Stella Women’s Academy, High School Division Class C3
February 13, 2016

It always hurts to watch a bad show with a good show tucked away, trying to find its way out. C3 attempts both comedy and drama, and surprisingly shows it can pull both off, from the thrilling airsoft games it centers around to the banter between teammates in their everyday life, to the frustration of losing the game leading to an unhealthy obsession with winning. But there are extremes, such as a whole episode devoted to a gun appearing as a fox and training the shooter to be the bullet, or the girls firing off all their pellets for no reason other than being trapped in a bizarre dream sequence about fighting a whole school full of faceless opponents. C3 has no concept of what a good line is for “trying too hard”, nor does it fully know how to maintain an atmosphere, with moments of high drama and tension switching into tongue-and-cheek slapstick or continually ruining a lighter mood to show how troubled the characters are. Reorganized and toned down a bit, it could have been a fantastically human sports show that blends into an enjoyable slice of life anime seamlessly.

I wasn’t aware that airsoft was a well-established pastime in Japan until both C3 and Sabagebu! came out between 2013 and 2014, but it hardly comes as a surprise, as anyone who has played before will admit that the adrenaline is undeniable. Initially C3 uses this as the selling point for airsoft, set against a contrasting backdrop of an all-women’s high school. A freshman named Yura also has a more posh, upscale image in her head as she passes a fountain and up a large flight of stairs to enter into the mansion-like school building. Her roommate is away, so she unpacks and investigates only to find a bunch of military equipment on the other side of her room. Initially shocked, she ends up watching Rambo and getting engrossed in the nonstop violence and high tension. So when the C3 Club finds her and tries to convince her to play airsoft with them, she initially sticks by her instinct and refuses, citing them as unpolished and rough for a women’s school, but a couple games later she is already hooked.

There are many versions of airsoft, and C3 is quite good at showing them off. From a Rambo-style one-vs-all to an escort mission, to capture the flag and just plain elimination, there is something for everyone. The characters interact fairly naturally without feeling typecast for the sake of their preferred style of gameplay, but it is clear that there are many different roles to engage airsoft through. Their club is unpopular, a call to society by the author, but there is a hardcore but not overly exclusive group of fans who keep the game alive. When Yura is the last one left in one game, she surrenders out of fear, which leads her to be chastised by both the enemy team and her allies, a mentality that airsoft players seem to universally agree with. But she also becomes too serious at times, barking orders to her teammates, yelling at them whenever they make any mistakes, and ultimately forsaking the team for victory. Between playing purely for fun and playing purely for success is the fine line that all players walk, and C3 knows this line very well.

If only it knew how to execute this same balance in its style as well. The fourth episode has Yura practicing her marksmanship at an archery dojo, but soon it turns into a trippy scene from feudal Japan, where a fox spirit inhabiting her gun tells her to become one with her bullets, and when she awakes her next BB wedges directly in the hole of a five-yen coin on the other side of the range, an impossibility of physics. This episode is so far removed from the lighthearted but engaging style thus far, being both overly serious about practice and overly goofy in style. The trend continues, with a Capture the Bikini Top game on the beach followed by an escaped crayfish ruining the haunted house they made for the culture festival. By the time we return back to the real airsoft the show is halfway over with very little to show.

A sniper attacks Yura on the street with a modified airsoft rifle, which seems to be a bit too ridiculous to believe, but it is necessary to drive Yura off the deep end, where she ultimately quits the C3 Club to join their rivals and become the best. They also throw her out eventually, as she develops too much of a self-serving attitude, and while this showcases the other side of playing too seriously nicely, it is pretty out of character for the rivals, who were hell-bent on winning just two episodes prior. We meander around with Yura for another couple episodes as she falls into the depths of teenage angst and self-pity, but finally she comes out of it just in time for a wacky finale of wasting bullets and slapstick, complete with visualized delusions of grandeur and the head of the C3 Club being whisked away to America for very little reason.

Although there ends up being one episode to follow it all up, which is a sex appeal contest with airsoft tacked on at the end to make it relevant. If the second to last episode is bizarre and leaves us unsatisfied, then the last episode is completely unnecessary, contrived, and even more damning to the taste C3 left in my mouth. The fundamentals in the opening episodes were quick to go out the window, but even though they start to make a comeback near the end, it is these two episodes and the insufferable plague of Yura’s self-pity that ultimately leave the conclusion confused, indecisive, and just plain bad. My suggestion is to watch to episode three, skip to the middle of the show, and whenever you start to get tired of Yura just watch any of the first three episodes one more time and call it a wrap.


■ **What to produce**
Without the pictures, set down every record below exactly as it reads.

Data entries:
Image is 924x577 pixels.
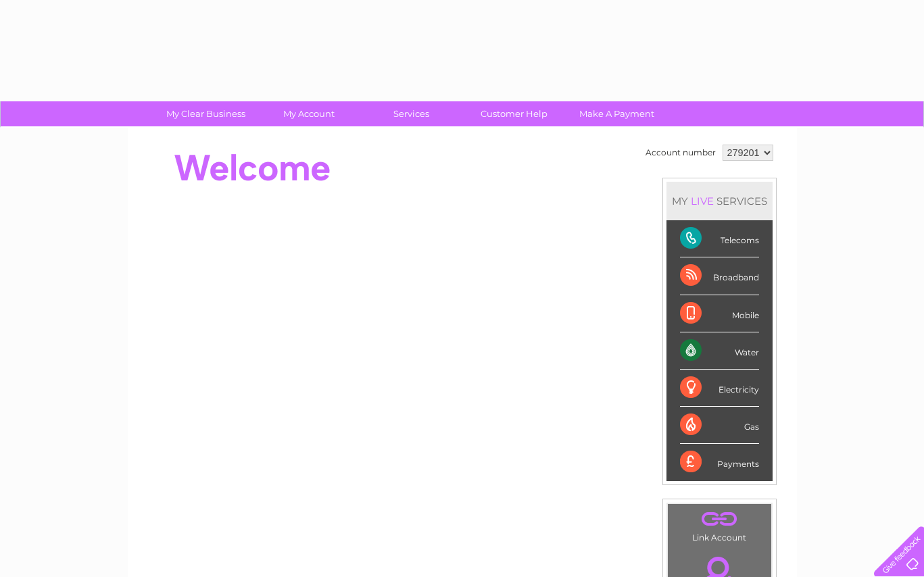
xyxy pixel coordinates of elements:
a: Make A Payment [561,101,673,127]
a: My Clear Business [150,101,262,127]
td: Account number [642,141,720,165]
div: Electricity [680,370,759,407]
div: Broadband [680,257,759,295]
div: Payments [680,444,759,481]
a: Services [356,101,467,127]
div: MY SERVICES [667,181,772,220]
div: Gas [680,407,759,444]
div: Water [680,333,759,370]
div: LIVE [688,195,717,208]
div: Mobile [680,295,759,333]
a: Customer Help [458,101,570,127]
td: Link Account [668,504,772,546]
a: . [671,507,768,531]
a: My Account [253,101,365,127]
div: Telecoms [680,220,759,257]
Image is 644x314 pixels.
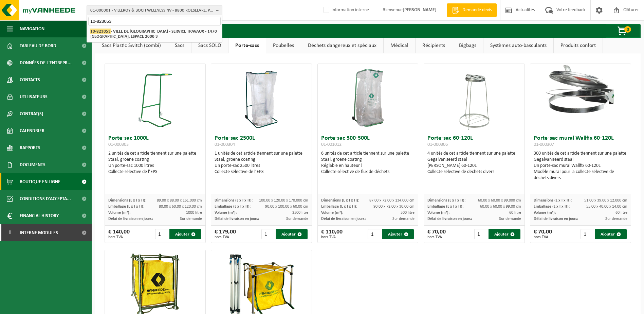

■ **Your solution**
Image is 924x577 pixels.
xyxy pixel coordinates of elements:
a: Make A Payment [561,101,673,127]
a: My Clear Business [150,101,262,127]
td: Account number [642,141,720,165]
div: Electricity [680,370,759,407]
div: Broadband [680,257,759,295]
div: Payments [680,444,759,481]
a: Services [356,101,467,127]
div: MY SERVICES [667,181,772,220]
div: Gas [680,407,759,444]
div: Water [680,333,759,370]
div: LIVE [688,195,717,208]
div: Mobile [680,295,759,333]
a: Customer Help [458,101,570,127]
td: Link Account [668,504,772,546]
a: . [671,507,768,531]
a: My Account [253,101,365,127]
div: Telecoms [680,220,759,257]
Image is 644x314 pixels.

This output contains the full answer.